From Sir Alex Ferguson to Allan Border, using sleights or insults for motivation is a common tactic, but rarely delivers the goods as England showed at Wembley
June 7, 2018. Shortly after watching England beat Sweden 2-0 to reach the semi-finals of the World Cup for the first time in 28 years, I witnessed a middle-aged woman, steaming with drink, stagger out of a provincial supermarket and nearly walk into a taxi. She steadied herself, pointed a finger at the driver and said, simply: “It’s comin’ ‘ome mate. You ‘eard!”
She was joking (I think, she was that hammered it was difficult to tell), but for a few weeks during the summer, as England exceeded expectations by not being an abject international embarrassment, the song she was quoting: “Football’s Coming Home,” first sung during Euro 96, once again became an unofficial national anthem.
The watching Croatians used it as motivation for the semi-final. Luka Modric accused England of “lacking respect” and five months down the line, in the build-up to this Sunday’s Nations League match at Wembley, Ivan Rakitic said the song helped fire them up.
Yet the idea the song was triumphal is a myth. Manager Gareth Southgate pointed out it was “just a song” and the lyrics were full of realism and hope rather than triumphalism.
Croatia had manufactured a grievance, a tactic pioneered by the likes of Australian cricket captain Allan Border, who instructed Shane Warne to “pick a fight” if ever there was a lull in the action and, inevitably, Alex Ferguson, who famously needed someone to hate so he could stay motivated.
In the run in to the 2008-09 title, the Manchester United manager launched a calculated attack on his Liverpool counterpart Rafael Benitez.
“Arrogance is one thing,” Ferguson said, after their title rivals had beaten Blackburn 4-0. “You cannot forgive contempt, which is what he showed Sam Allardyce last weekend. When Liverpool scored their second goal he signaled as if the game was finished.”
All Benitez actually did was this:
But the British press corp, with barely a spine between them, lapped up the remarks and reported them as fact. The clip got the full Zapruder treatment and Blackburn boss Allardyce weighed in with the accusation that Benitez hadn’t even shared a drink with him after the game, as if not wanting to drink with “Big Sam” was somehow evidence of the mental instability that caused Liverpool’s challenge to implode (again).
In reality Liverpool’s form was barely affected. They took 16 points out of 18 following the Blackburn game, although they still finished four points short of United.
England cracked against Croatia to a lack of ideas
England’s World Cup semi-final defeat to Croatia was because the team simply ran out of energy and ideas in the second half. They were also, arguably, unlucky that Croatia’s extra-time winner wasn’t ruled out for dangerous play. The referee who allowed Mario Mandzukic’s goal to stand, Cuneyt Cakir, was the same referee who showed Luis Nani a straight red card for this to significantly greater outrage.
The narrative that they blew it because of a song belongs in one of those sub-moronic NFL films, where a perceived slight turns into a key plot device, a classical music soundtrack builds the excitement, Bill Belichick yells: “Do your job! Do your job!” at his players and the Ed Harris voiceover cites this as evidence that Belichick is a genius.
On Sunday England came from behind to beat Croatia, cueing “absolute scenes” at Wembley.
The celebrations that greeted the final whistle are no doubt being stored by England’s rivals for use as a grievance in some some future tournament, but Kyle Walker put it into perspective, when he tweeted: “UEFA Nations League TM Group A4 winners. Still can’t believe it.”
He, too, was joking (I think). It doesn’t exactly make up for the once-in-a-generation disappointment of June but on the football field at least, England aren’t an abject international embarrassment. Let’s enjoy that while it lasts.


Work order:
Count how many lines below include the string "value", and give that number without anything else.

Dataset extract:
┌──

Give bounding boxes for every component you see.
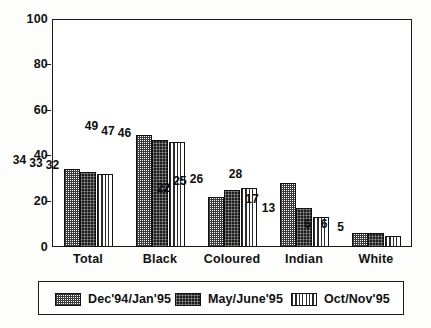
y-axis-tick-label: 100 bbox=[8, 13, 48, 26]
bar bbox=[280, 183, 296, 247]
bar bbox=[352, 233, 368, 247]
bar-group bbox=[280, 19, 329, 247]
legend-swatch bbox=[55, 293, 81, 306]
bar-group bbox=[352, 19, 401, 247]
bar-value-label: 28 bbox=[223, 168, 249, 180]
bar bbox=[169, 142, 185, 247]
y-axis-tick-label: 60 bbox=[8, 104, 48, 117]
bar bbox=[224, 190, 240, 247]
legend-item: May/June'95 bbox=[175, 290, 283, 308]
legend: Dec'94/Jan'95May/June'95Oct/Nov'95 bbox=[38, 281, 404, 315]
bar bbox=[136, 135, 152, 247]
bar bbox=[80, 172, 96, 247]
legend-swatch bbox=[291, 293, 317, 306]
legend-item: Oct/Nov'95 bbox=[291, 290, 390, 308]
y-axis-tick-mark bbox=[45, 110, 51, 111]
y-axis-tick-label: 80 bbox=[8, 58, 48, 71]
bar-value-label: 46 bbox=[112, 127, 138, 139]
legend-label: Oct/Nov'95 bbox=[324, 292, 390, 306]
legend-item: Dec'94/Jan'95 bbox=[55, 290, 171, 308]
legend-swatch bbox=[175, 293, 201, 306]
bar bbox=[208, 197, 224, 247]
bar-value-label: 13 bbox=[256, 202, 282, 214]
y-axis-tick-label: 20 bbox=[8, 195, 48, 208]
bar-value-label: 32 bbox=[40, 159, 66, 171]
x-axis-category-label: White bbox=[326, 252, 426, 266]
bar bbox=[368, 233, 384, 247]
bar bbox=[97, 174, 113, 247]
bar-value-label: 26 bbox=[184, 173, 210, 185]
y-axis-tick-mark bbox=[45, 64, 51, 65]
bar-group bbox=[208, 19, 257, 247]
bar-value-label: 5 bbox=[328, 221, 354, 233]
bar-group bbox=[136, 19, 185, 247]
bar-chart: 100806040200 Dec'94/Jan'95May/June'95Oct… bbox=[0, 0, 431, 328]
bar bbox=[385, 236, 401, 247]
bar bbox=[64, 169, 80, 247]
y-axis-tick-mark bbox=[45, 201, 51, 202]
legend-label: May/June'95 bbox=[208, 292, 283, 306]
legend-label: Dec'94/Jan'95 bbox=[88, 292, 171, 306]
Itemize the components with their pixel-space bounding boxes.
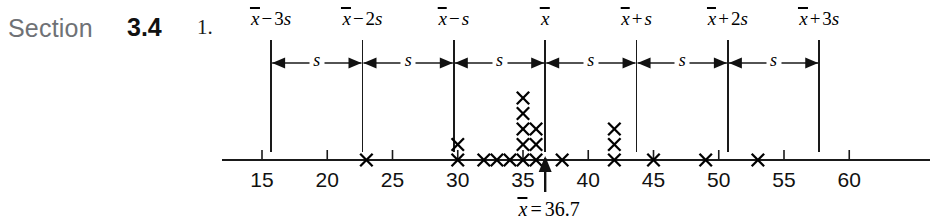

└──

Result of this task:
6